There is arguably no better story at this T20 World Cup than that of David Warner.

Sign up to bet365 to be entered into a draw for the chance to win a Wisden Hoodie, terms and conditions apply, more information here. 18+ begambleaware.org

The Australian’s overall class and pedigree is in no doubt. He has the second-most international tons of any Australian, with his pugnacious opening style making Australia a Test team to be feared, especially at home. It can often feel as if a Warner assault has won a game inside the first session.

It’s in T20 cricket where his impact has been greatest. Warner can legitimately claim to being among the top five T20 batters of all time, maintaining his consistency and strike-rate across his 15-year career.

However, he came into the tournament in one of the lowest ebbs of his career. He had been dropped partway through the IPL by Sunrisers Hyderabad, winning the hearts of fans for his support of the team even after his axing. “I can’t believe people wrote him off a couple of weeks ago. It was almost like poking the bear,” captain Aaron Finch said at the post-match press conference.

Warner began slowly at the T20 World Cup, with a half-century against Sri Lanka his only score of note in the first four games of Australia’s campaign, but he came to life towards the back end, with two fifties and a 49 in his last three knocks. His 89 not out against West Indies gave Australia enough of a net run rate boost to secure a semi-final spot, with his quick near-half-century against Pakistan laying the platform for Matthew Wade’s heroics at the death.

In the final, he helped ace another big chase, with the semi-final and the final seeing the two highest pursuits of the 2021 T20 World Cup. Warner was exceptional, and a worthy contender for the Player of the Tournament crown. But it’s another player, who started well and continued to excel throughout who deserved to get the overall gong.

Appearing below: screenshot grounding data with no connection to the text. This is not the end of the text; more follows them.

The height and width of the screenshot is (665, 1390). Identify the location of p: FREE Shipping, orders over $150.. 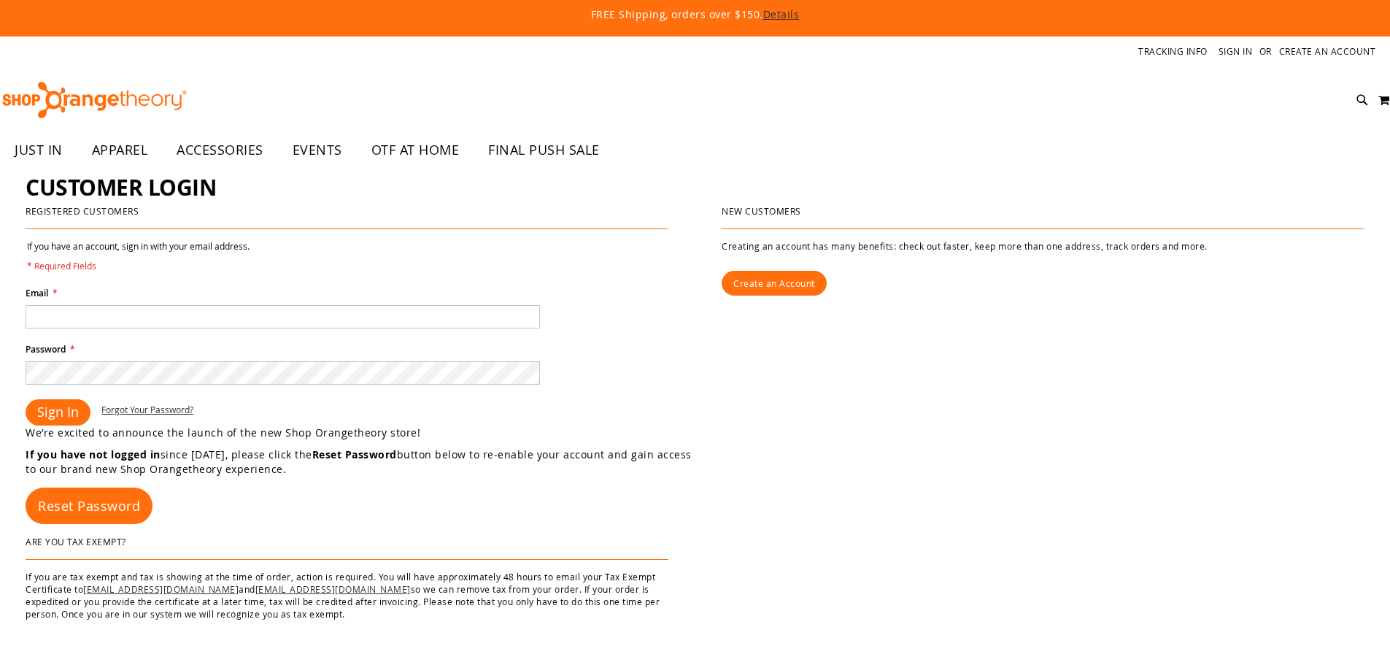
(695, 15).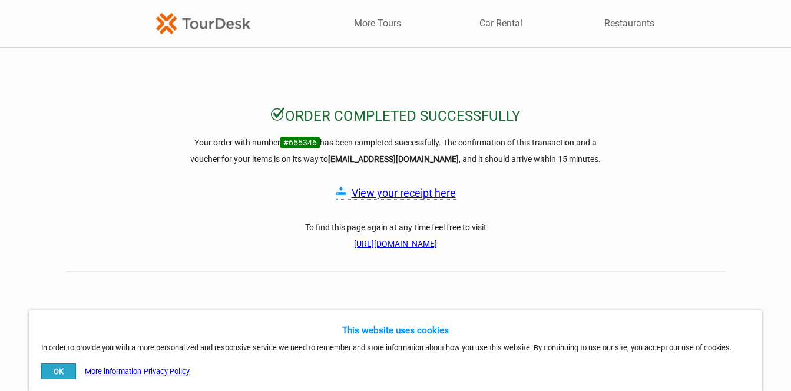  What do you see at coordinates (396, 236) in the screenshot?
I see `h3: To find this page again at any time feel free to visit` at bounding box center [396, 236].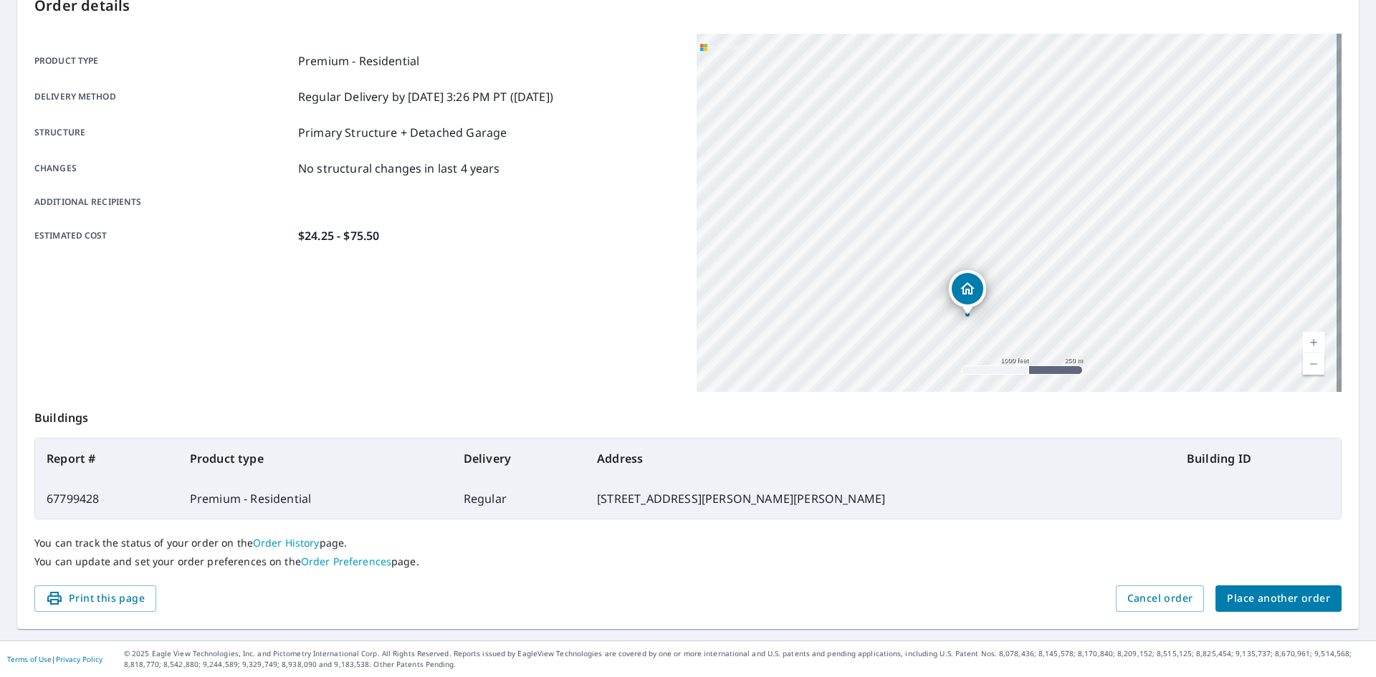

Adam Zampa was broadly untouchable, with barely a foot put wrong across seven games. The legspinner kept his economy rate under six an over but despite the respect that going at under a run a ball reflects, he was still an incisive wicket-taker, with his 13 scalps the joint fourth-most at any T20 World Cup. While Wanindu Hasaranga claimed 16 wickets in this edition, he played one more game due to Sri Lanka starting their campaign in the first round, and took six of those wickets against Ireland, Namibia, and the Netherlands.

Zampa, by contrast, faced top-tier nations throughout. Only twice did he concede more than a run a ball. Against England he began well, taking 1-2 in the first over after the powerplay when England were 66-0, before an expensive Mitchell Starc over left him on a hiding to nothing, England needing 44 from 72 and Jos Buttler allowing himself to take some net run rate-boosting risks. The other game in which Zampa went at more than six an over was the final, the fifth-highest scoring match of the competition. He claimed 1-26 from four overs, with the wicket of Martin Guptill temporarily halting a belated charge from New Zealand.

Zampa claimed at least one wicket in every game, with the standout performance his 5-19 against Bangladesh, the fourth-best figures in T20 World Cup history. In a team banking on a four bowler strategy, with part-timers making up the other four overs, it was vital that Australia’s attack leaders stood up, and Zampa did that brilliantly.

Zampa’s story isn’t bad either. He had played just two T20Is before the last World T20, and was one of the bright spots in a tough campaign for Australia then. Since then he has gone on to establish himself as one of Australia’s greatest limited-overs spinners – no player has taken more wickets for the country without playing a Test match. But a landmark campaign had eluded him, with five wickets at the 2019 World Cup coming at 47.20 apiece and with an economy rate above seven. Now he has a defining tournament to call his own.

It’s a batter’s game – a specialist bowler has never won the Player of the Tournament award at a T20 World Cup – and on this occasion, the player most were claiming had been robbed by Warner was another batter, Babar Azam. But it’s Zampa, named by Finch in the post-match presentation as his pick for Player of the Tournament, who has been most hard done by.